Triveni is a journal dedicated to ancient Indian culture, history, philosophy, art, spirituality, music and all sorts of literature. Triveni was founded at Madras in 1927 and since that time various authors have donated their creativity in the form of articles, covering many aspects of public life....

Remembering An Editor

Basudha Chakravarty

When the present writer, then in his early youth, sent his first contribution–translation of a Bengali folk-song–to Triveni, he did not much hope for its publication. Yet published it was and the editor used a line from the song–“I do not see the end of the river” –to underline the difficulties he was then experiencing. So doing he not only admitted an unknown, obscure, young writer from a distant part of the country into the Triveni brotherhood, but he established communion with the world of ideas prevalent in folk life in a distant part of the country. If this was not work for national integration, one would wonder what else such work could be. It was all the more real because absolutely spontaneous–not planned or loudly proclaimed. It was work from the roots and absorbing the fundamentals of national life.

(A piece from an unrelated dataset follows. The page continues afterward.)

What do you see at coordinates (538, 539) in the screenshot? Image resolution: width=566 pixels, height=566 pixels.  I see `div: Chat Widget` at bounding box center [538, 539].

These were the thoughts that arose in my mind as I read in the papers on May 21, 1970; the news of the passing of Shri K. Ramakotiswara Rau and also the news that Shri Brahmananda Reddy had described the illustrious deceased as a “Rare kind of editor”. That remark from the Chief Minister of Andhra Pradesh was not difficult to understand. Shri Ramakotiswara Rau was in the grand line of the great political and journalist thinkers who had dedicated their lives to the building up of a new India. He was thus far distant from and above the political and journalist workers of the present day who are constantly getting lost in the mess of perversities and uncertainties–if also duplicities–caused by trivial, temporary controversies. Perhaps they cannot help that: they have their problems to face. Yet it should be expected of them not only always to remember the broad national perspective but to relate every matter to the task of building up Free India in the grand tradition of old. However, that is a digression.

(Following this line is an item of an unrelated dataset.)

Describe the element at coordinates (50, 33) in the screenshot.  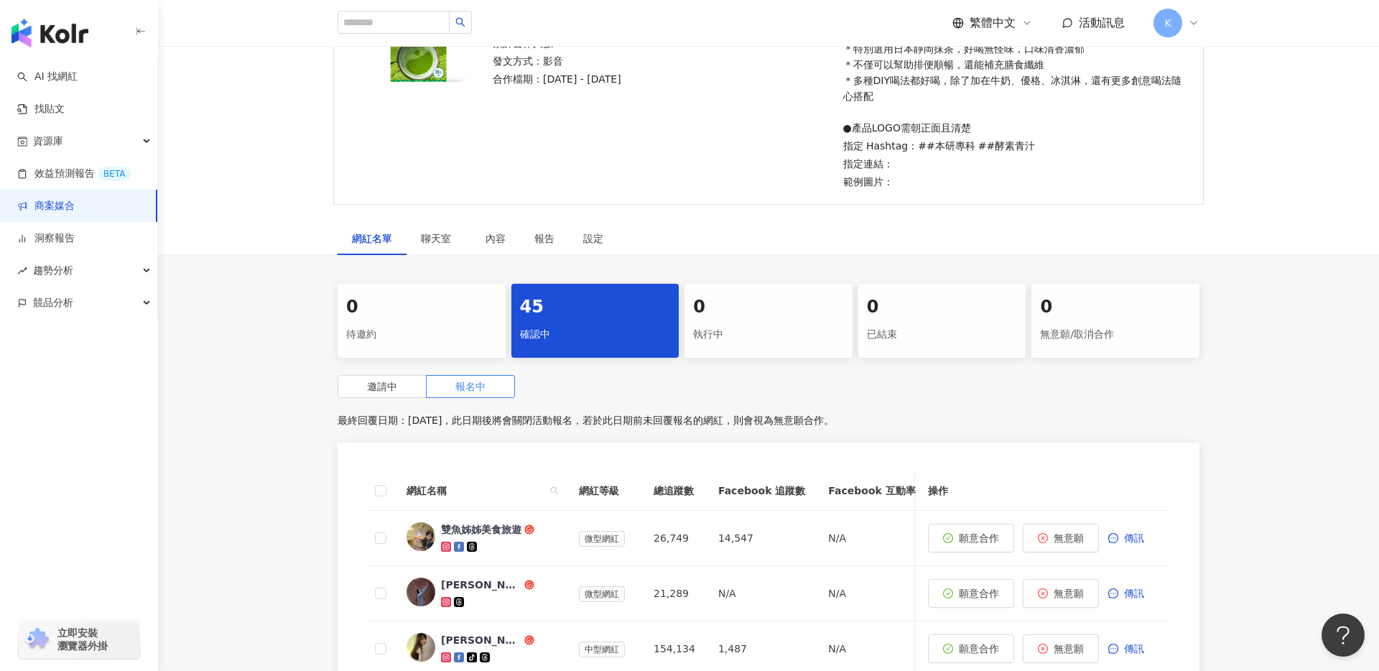
I see `img: logo` at that location.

A prominent feature of Shri Ramakotiswara Rau’s editorial approach, so far as it lay within my experience to understand, was that he left contributions sent to him, generally untouched. That showed his respect for and confidence in his contributors. It was, I believe, Mr. Pothan Joseph who once said that editors had a habit of displaying their superior wisdom by breaking up the structure of an article into paragraphs with the help of the conjunction “However”. Let it be acknowledged that the editor has not only the right to revise a piece of writing: quite often it benefits by his intervention. But cases of unintelligent intervention are also many. Shri Ramakotiswara Rau was the kind of editor who depended upon the writer to determine what to write and how to write it. I gratefully remember that none of my contributions were refused publication though I feel in retrospect that some of the scrappy things I produced, might have been reasonably rejected. Such was Shri Ramakotiswara Rau’s rather unusual consideration for the writer.

Shri Ramakotiswara Rau built Triveni with such co-operation as he spontaneously received, into a forum for acquaintance and understanding between the constituents of the Indian nation. It behoves us all who belong to the paper to maintain it as such and to develop it further. Even at the risk of sounding expansive, I would say that even that would not be enough. Those who have been initiated into the spirit of Triveni, would look forward to the emergence of a band of writers from all parts of the country who will pursue the task of making the thoughts, feelings and experiences of their respective groups known to others and of knowing others not merely as a part of their professional careers but in a crusading spirit of revival of the urge that was among our forerunners, of rebuilding and reawakening India to an equal place among the nations of the world. Concomitant of this task would be active and organized efforts to inspire and enable literary workers among the rising generation to pursue this task as a national and personal duty. But then this is no hackneyed advice. National life is now in doldrums and unless it can be brought again on an even keel, we shall find ourselves up against regional, linguistic or communal barriers and circumscribed within our narrow bounds. That will reduce our usefulness, even harm us materially. The situation is more complicated by the studied effort at downgrading the English language which has so long been the ready medium of our mutual self-expression. It should be worthwhile for us now to learn one or two regional languages in addition to our own and attempt direct introduction of ourselves there through. For, the essence of existence, Shri Ramakotiswara Rau would have told us, lies in communication: an incessant dialogue which removes uncertainties, solves perplexities, clears obscurities and ushers us into the bliss of an enlarged life. Without joining life to life, said Tagore, even an offering of songs is in vain.